Here's hoping Blizzard remains one of the few companies to fully develop both the console and PC version of their titles, rather than simply porting the Xbox version to PC. I think we've all had enough of bizarre scrolling, menus that can't be used with a mouse, and of "Controls" menus that don''t even bother replacing the 360 controller image with an actual keyboard layout.
26818400
submission
RobinEggs writes:
Nintendo's Shigeru Miyamoto, the creator and producer of the Zelda and Mario franchises among other works, is stepping down at Nintendo.
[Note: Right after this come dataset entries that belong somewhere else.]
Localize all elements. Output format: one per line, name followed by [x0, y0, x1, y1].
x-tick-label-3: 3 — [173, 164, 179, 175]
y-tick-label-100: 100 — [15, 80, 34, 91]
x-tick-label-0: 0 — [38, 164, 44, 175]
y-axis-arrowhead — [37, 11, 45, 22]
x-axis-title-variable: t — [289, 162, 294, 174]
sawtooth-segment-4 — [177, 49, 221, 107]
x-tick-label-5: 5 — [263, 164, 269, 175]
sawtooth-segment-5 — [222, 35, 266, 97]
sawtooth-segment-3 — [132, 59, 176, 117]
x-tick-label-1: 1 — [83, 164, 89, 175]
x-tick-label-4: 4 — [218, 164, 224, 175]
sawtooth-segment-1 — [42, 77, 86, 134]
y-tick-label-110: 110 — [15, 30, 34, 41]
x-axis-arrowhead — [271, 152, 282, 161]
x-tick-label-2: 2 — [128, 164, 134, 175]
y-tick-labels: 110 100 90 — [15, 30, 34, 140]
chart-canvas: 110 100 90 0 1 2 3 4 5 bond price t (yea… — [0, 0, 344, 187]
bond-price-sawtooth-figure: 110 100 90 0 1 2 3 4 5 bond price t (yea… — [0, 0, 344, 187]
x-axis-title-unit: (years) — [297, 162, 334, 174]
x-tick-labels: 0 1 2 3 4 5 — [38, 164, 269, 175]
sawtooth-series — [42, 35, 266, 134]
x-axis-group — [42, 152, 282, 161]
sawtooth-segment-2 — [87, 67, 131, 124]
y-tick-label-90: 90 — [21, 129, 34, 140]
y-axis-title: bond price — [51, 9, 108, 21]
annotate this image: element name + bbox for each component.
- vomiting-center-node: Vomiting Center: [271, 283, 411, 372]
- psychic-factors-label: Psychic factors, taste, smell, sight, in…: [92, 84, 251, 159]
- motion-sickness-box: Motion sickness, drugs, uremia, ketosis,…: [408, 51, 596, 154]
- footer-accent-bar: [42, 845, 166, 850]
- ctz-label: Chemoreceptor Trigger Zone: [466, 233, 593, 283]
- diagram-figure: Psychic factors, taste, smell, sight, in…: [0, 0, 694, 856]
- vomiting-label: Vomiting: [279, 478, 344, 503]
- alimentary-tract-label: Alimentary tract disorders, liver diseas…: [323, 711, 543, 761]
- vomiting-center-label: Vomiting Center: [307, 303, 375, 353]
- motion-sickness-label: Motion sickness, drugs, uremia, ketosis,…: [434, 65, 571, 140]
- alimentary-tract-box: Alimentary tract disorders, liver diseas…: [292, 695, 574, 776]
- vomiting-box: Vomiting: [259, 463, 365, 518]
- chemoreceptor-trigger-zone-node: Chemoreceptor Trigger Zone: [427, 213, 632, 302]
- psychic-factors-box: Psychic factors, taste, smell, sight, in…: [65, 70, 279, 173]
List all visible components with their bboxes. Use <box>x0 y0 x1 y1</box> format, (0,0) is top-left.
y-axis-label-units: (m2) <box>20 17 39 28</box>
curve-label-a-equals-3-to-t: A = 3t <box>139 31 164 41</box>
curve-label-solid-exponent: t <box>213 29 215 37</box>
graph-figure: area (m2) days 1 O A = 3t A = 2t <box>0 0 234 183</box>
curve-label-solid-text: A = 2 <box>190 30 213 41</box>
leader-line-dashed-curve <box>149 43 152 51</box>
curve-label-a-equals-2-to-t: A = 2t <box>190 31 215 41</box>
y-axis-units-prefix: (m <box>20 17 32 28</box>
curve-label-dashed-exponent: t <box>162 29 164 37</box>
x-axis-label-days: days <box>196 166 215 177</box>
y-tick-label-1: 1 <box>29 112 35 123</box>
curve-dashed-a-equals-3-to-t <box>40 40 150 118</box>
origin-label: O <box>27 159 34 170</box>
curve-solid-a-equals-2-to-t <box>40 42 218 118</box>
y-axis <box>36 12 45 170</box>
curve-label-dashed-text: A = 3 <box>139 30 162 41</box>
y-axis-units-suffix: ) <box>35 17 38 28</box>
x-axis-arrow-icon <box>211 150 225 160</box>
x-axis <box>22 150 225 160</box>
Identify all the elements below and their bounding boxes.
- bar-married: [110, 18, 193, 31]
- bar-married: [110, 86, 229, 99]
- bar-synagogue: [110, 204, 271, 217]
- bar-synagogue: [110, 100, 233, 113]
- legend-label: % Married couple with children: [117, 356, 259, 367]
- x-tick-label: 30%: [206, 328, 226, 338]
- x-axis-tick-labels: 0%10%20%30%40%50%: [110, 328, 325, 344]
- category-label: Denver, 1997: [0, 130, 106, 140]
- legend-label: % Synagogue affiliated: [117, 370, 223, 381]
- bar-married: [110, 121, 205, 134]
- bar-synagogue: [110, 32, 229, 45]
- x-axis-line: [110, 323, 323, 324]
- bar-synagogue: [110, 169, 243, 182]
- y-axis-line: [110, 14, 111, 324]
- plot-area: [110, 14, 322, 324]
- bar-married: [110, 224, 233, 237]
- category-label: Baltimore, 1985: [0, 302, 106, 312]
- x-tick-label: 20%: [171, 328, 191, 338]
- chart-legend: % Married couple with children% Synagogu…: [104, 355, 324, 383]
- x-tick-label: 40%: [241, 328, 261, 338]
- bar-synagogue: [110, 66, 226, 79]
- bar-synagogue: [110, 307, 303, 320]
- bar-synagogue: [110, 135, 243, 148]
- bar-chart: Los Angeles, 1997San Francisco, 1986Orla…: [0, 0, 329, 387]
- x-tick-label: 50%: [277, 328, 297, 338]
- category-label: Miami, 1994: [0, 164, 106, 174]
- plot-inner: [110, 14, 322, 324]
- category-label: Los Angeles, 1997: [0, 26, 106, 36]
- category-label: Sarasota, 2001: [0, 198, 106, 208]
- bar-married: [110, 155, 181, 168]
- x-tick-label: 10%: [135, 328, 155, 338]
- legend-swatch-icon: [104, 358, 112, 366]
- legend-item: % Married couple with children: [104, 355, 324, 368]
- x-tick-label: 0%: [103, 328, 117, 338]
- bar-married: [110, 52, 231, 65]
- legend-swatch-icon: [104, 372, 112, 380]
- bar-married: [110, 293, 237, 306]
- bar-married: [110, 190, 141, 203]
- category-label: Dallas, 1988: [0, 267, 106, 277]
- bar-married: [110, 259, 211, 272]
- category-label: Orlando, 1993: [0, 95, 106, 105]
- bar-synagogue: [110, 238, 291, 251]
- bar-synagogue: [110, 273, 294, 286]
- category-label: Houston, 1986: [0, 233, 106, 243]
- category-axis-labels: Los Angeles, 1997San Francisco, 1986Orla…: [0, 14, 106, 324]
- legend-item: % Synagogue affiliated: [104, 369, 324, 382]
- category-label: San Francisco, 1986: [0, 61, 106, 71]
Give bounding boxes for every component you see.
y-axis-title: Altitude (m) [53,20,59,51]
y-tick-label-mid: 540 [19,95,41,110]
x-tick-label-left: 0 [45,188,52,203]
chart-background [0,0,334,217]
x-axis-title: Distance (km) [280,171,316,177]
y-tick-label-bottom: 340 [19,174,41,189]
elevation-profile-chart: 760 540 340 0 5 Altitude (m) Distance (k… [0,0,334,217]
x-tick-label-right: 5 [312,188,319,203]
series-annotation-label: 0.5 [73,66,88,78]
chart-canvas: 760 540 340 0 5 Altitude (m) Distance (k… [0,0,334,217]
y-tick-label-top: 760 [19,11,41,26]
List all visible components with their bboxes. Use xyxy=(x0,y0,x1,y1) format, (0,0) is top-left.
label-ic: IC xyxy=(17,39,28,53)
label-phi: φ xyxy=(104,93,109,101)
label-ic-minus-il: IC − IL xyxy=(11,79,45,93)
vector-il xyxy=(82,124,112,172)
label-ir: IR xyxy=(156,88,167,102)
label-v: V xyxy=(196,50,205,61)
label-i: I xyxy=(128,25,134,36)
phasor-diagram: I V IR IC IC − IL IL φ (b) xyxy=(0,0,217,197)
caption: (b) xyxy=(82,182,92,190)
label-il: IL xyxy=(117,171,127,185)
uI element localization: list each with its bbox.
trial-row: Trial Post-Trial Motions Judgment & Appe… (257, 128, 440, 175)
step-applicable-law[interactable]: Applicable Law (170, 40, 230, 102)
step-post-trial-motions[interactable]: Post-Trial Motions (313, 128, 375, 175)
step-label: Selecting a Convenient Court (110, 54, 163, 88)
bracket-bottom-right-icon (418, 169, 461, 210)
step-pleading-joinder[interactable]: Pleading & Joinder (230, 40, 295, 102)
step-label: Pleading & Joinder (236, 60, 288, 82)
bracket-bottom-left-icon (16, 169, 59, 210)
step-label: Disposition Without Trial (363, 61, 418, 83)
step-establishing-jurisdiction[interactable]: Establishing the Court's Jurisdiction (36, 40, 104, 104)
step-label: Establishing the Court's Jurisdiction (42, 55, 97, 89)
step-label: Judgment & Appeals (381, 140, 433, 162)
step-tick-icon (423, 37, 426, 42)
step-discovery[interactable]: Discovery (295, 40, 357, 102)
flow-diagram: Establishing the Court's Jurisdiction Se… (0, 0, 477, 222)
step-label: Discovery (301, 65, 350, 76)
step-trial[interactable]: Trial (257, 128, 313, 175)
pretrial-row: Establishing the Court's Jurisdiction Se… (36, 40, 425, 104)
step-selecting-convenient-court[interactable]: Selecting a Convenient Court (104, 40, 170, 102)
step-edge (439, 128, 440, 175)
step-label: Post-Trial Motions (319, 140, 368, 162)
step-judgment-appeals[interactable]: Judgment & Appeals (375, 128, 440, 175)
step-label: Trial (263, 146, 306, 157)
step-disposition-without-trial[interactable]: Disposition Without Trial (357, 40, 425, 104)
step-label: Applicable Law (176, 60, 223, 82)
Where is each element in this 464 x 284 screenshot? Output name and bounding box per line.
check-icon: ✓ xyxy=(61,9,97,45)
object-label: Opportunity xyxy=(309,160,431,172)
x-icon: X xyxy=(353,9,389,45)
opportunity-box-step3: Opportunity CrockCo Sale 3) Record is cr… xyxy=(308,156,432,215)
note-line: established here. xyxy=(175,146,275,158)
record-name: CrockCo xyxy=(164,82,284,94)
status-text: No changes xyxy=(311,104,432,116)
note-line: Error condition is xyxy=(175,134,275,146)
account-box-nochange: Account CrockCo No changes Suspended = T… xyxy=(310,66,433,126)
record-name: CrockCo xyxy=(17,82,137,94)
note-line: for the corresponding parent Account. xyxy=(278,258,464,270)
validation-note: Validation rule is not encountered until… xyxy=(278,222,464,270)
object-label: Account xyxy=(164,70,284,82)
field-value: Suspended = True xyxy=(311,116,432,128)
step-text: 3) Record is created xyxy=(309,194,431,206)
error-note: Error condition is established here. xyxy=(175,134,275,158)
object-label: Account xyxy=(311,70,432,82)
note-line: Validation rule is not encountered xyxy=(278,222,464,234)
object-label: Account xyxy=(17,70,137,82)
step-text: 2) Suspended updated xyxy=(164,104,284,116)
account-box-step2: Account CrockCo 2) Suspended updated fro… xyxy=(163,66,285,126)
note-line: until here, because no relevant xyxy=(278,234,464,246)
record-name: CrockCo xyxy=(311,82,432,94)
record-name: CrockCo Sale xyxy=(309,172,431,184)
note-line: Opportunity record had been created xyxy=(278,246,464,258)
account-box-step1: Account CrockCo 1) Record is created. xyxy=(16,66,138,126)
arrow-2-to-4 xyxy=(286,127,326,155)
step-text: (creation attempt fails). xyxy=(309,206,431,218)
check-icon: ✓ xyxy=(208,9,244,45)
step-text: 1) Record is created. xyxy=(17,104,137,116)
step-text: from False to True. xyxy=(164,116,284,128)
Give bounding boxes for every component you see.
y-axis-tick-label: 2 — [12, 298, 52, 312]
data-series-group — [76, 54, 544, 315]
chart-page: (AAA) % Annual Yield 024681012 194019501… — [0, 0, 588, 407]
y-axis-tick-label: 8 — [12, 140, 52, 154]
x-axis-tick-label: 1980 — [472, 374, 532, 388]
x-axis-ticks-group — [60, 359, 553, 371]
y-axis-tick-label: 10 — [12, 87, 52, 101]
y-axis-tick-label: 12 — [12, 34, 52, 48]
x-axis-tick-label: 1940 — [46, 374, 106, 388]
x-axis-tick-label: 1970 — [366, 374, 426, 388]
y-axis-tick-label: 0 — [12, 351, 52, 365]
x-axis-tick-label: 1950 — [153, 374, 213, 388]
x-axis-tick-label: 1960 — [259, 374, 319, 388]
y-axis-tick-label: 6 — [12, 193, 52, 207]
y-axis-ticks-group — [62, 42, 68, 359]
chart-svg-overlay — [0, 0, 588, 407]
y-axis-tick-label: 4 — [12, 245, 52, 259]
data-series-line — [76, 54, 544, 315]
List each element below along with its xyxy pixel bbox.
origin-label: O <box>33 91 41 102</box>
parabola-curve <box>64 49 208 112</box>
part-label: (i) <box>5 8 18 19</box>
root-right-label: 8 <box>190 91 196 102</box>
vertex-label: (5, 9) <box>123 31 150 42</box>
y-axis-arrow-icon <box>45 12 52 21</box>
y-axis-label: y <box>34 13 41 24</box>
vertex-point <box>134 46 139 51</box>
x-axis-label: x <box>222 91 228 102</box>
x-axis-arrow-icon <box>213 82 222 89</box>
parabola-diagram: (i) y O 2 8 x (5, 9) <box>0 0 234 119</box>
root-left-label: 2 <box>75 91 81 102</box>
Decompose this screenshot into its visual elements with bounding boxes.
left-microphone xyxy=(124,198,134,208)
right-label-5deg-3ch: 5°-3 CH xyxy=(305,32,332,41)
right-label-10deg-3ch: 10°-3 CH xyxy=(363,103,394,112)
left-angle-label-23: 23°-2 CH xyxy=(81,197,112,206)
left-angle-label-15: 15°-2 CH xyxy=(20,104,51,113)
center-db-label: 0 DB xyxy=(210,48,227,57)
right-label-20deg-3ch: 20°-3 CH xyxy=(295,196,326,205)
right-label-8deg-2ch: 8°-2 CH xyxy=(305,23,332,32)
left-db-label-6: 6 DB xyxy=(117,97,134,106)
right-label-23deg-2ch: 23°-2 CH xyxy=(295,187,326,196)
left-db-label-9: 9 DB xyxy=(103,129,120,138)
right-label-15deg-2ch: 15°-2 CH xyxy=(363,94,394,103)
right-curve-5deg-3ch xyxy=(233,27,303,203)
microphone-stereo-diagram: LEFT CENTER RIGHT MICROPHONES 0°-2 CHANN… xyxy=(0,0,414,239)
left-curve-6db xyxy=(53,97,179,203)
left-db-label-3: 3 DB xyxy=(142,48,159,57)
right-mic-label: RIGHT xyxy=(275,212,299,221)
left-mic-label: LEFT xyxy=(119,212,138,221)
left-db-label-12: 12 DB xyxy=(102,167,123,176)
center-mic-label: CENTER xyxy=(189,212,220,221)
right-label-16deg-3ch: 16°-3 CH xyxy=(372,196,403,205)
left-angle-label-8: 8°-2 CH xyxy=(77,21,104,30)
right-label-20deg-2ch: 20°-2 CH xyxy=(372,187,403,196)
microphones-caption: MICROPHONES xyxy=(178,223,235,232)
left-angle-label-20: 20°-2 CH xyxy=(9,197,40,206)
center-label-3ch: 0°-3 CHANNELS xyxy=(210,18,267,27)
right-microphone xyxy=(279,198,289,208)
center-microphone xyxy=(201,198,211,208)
After personally managing Nintendo's blockbuster franchises for ~20 years, Miyamoto said today: ""What I really want to do is be in the forefront of game development once again myself. Probably working on a smaller project with even younger developers. Or I might be interested in making something that I can make myself, by myself. Something really small."
26809518
submission
RobinEggs writes:
A case before the US Supreme Court today addresses the legality of medical patents.
From TFA: "The case focuses on a patent that covers the concept of adjusting the dosage of a drug, thiopurine, based on the concentration of a particular chemical (called a metabolite) in the patient's blood. The patent does not cover the drug itself—that patent expired years ago—nor does it cover any specific machine or procedure for measuring the metabolite level. Rather, it covers the idea that particular levels of the chemical "indicate a need" to raise or lower the drug dosage.
The patent holder, Prometheus Labs, offers a thiopurine testing product. It sued the Mayo Clinic when the latter announced it would offer its own, competing thiopurine test. But Prometheus claims much more than its specific testing process. It claims a physician administering thiopurine to a patient can infringe its patent merely by being aware of the scientific correlation disclosed in the patent—even if the doctor doesn't act on the patent's recommendations."
The ACLU, AMA, AARP, multiple libertarian groups, and the ghost of Michael Crichton all filed strongly worded amicus briefs urging the court to decide against Prometheus claims.
It's amazing how friendly the justices seem toward medical patents in general. Newest member Elena Kagan offered an opinion I find particularly stupid, which is easiest read and understood in the context of the linked article.
26150654
submission
RobinEggs writes:
Some reviews of Bulldozer's performance in servers have arrived, and Arstechnica has a breakdown. The results are pretty ugly. Apparently Bulldozer fares just as poorly with servers as with desktops.
From the article: 'One reason for the underwhelming performance on the desktop is that the Bulldozer architecture emphasizes multithreaded performance over single-threaded performance. For desktop applications, where single-threaded performance is still king, this is a problem. Server workloads, in contrast, typically have to handle multiple users, network connections, and virtual machines concurrently. This makes them a much better fit for processors that support lots of concurrent threads. Some commentators have even suggested that Bulldozer was, first and foremost, a server processor; relatively weak desktop performance was to be expected, but it would all come good in the server room.
Unfortunately for AMD, it looks as though the decisions that hurt Bulldozer on the desktop continue to hurt it in the server room. Although the server benchmarks don't show the same regressions as were found on the desktop, they do little to justify the design of the new architecture.'
It's probably much too early to start editorializing about the end of AMD, or even to say with certainty that Bulldozer has failed, but my untrained eye can't yet see any possible silver lining in these new processors.